Review: Agent 6 – Tom Rob Smith

5 of 5 stars

Series: Leo Demidov 3

My version: Paperback
Fiction USSR, USA
Simon & Schuster
2011
Bought

Three decades

Moscow, 1965. When Leo Demidov’s worst fears are realised and a tragic murder destroys everything he loves, he demands only one thing: that he is allowed to find the killer who has struck at the heart of his family.

Two murders

Crippled by grief, his request denied, Leo sees no other option than to take matters into his own hands, even though he is thousands of miles from the crime scene.

One conspiracy

In a thrilling story that takes us from the backstreets of 1960s New York to the mountains of Afghanistan in the ’80s, Leo will stop at nothing as he hunts down the one person who knows the truth: Agent 6.

Positively the best of the Leo Demidov trilogy, Agent 6, if you’ve been with us the whole way from Child 44, will make absolute heartbreaking sense. It’s been quite a journey we’ve been on, as Leo has been through pretty much – short of death, obviously – the absolute worst that Stalin’s Soviet regime could throw at him. And survived. Physically, anyway. Where the real damage has been done, where the real torture has been, all the way through, is inside his head. He might have a semblance of freedom viewed from the outside, but inside, he’s never free.

The whole series may well have been conceived as a possibility of looking at what Stalin’s Soviet system did to its people. Maybe. This book starts even before Child 44, if I remember rightly, and goes right up to towards the collapse of the whole communist system in the USSR. It’s hardly believable now, reading this (before Dumb and Trumper Apocalypse started anyway), sitting in the peace and calm, freedom and the hygge, that is 21st Century Denmark. But, even the small amount I’ve read about Stalin’s usurpation of the revolution, the ideals and the hopes of the Russian people, means I know all this did happen. Leo is perhaps lucky, he’s got a job and some semblance of control over his life, as a policeman. That helps him to survive, mostly intact. What he can’t control, is the USA. This book looks at the USA at the same period as the Soviet regime was at its height. And really, there isn’t a lot of difference. The suspicion first, guilty until, or even if, proved guilty, paranoia is pointed to as being just about equal in both countries.

The writing throughout, has been spot on as well. Not too much, never too little. The sense of dread, of hopelessness has, on many occasions, been so vivid, you can almost smell the fear. Here, there is the added ‘who done it’ angle, making it more of a thinking thriller than perhaps number two was. In the end, without, hopefully, giving anything away, Leo has cut himself away from the regime’s grips, but can’t escape completely. He has lived with the mantra that the individual citizen must give themselves up for the sake of the system’s continuing success, and even when ‘free’ he finds that is exactly what he must do, so that others can survive.

Brilliant, moving, though-provoking and thoroughly recommended. But start with Child 44, then The Secret Speech, then Agent 6 and you’ll get the full effect.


== Exercise prompt ==
If an entry includes an image, drop the image and copy the rest verbatim.

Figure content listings
◇ ◇ ◇

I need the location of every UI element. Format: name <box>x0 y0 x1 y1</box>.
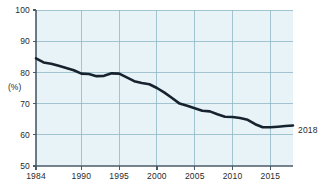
line-chart: 5060708090100 19841990199520002005201020… <box>0 0 323 189</box>
y-axis-unit-label: (%) <box>8 82 21 92</box>
y-tick-label: 80 <box>20 68 30 78</box>
x-tick-label: 1984 <box>26 171 46 181</box>
x-tick-label: 2005 <box>185 171 205 181</box>
y-tick-label: 70 <box>20 99 30 109</box>
y-tick-label: 100 <box>15 5 30 15</box>
plot-area-background <box>36 10 293 166</box>
end-year-annotation: 2018 <box>298 125 318 135</box>
x-tick-label: 1995 <box>109 171 129 181</box>
x-tick-label: 2010 <box>223 171 243 181</box>
y-tick-label: 90 <box>20 36 30 46</box>
x-tick-label: 1990 <box>71 171 91 181</box>
x-tick-label: 2015 <box>260 171 280 181</box>
chart-canvas: 5060708090100 19841990199520002005201020… <box>0 0 323 189</box>
x-tick-label: 2000 <box>147 171 167 181</box>
y-tick-label: 60 <box>20 130 30 140</box>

◇ ◇ ◇

== Written solution ==
I need the location of every UI element. Format: name <box>x0 y0 x1 y1</box>.
line-chart: 5060708090100 19841990199520002005201020… <box>0 0 323 189</box>
y-axis-unit-label: (%) <box>8 82 21 92</box>
y-tick-label: 80 <box>20 68 30 78</box>
x-tick-label: 1984 <box>26 171 46 181</box>
x-tick-label: 2005 <box>185 171 205 181</box>
y-tick-label: 70 <box>20 99 30 109</box>
y-tick-label: 100 <box>15 5 30 15</box>
plot-area-background <box>36 10 293 166</box>
end-year-annotation: 2018 <box>298 125 318 135</box>
x-tick-label: 1995 <box>109 171 129 181</box>
x-tick-label: 2010 <box>223 171 243 181</box>
y-tick-label: 90 <box>20 36 30 46</box>
x-tick-label: 1990 <box>71 171 91 181</box>
x-tick-label: 2015 <box>260 171 280 181</box>
chart-canvas: 5060708090100 19841990199520002005201020… <box>0 0 323 189</box>
x-tick-label: 2000 <box>147 171 167 181</box>
y-tick-label: 60 <box>20 130 30 140</box>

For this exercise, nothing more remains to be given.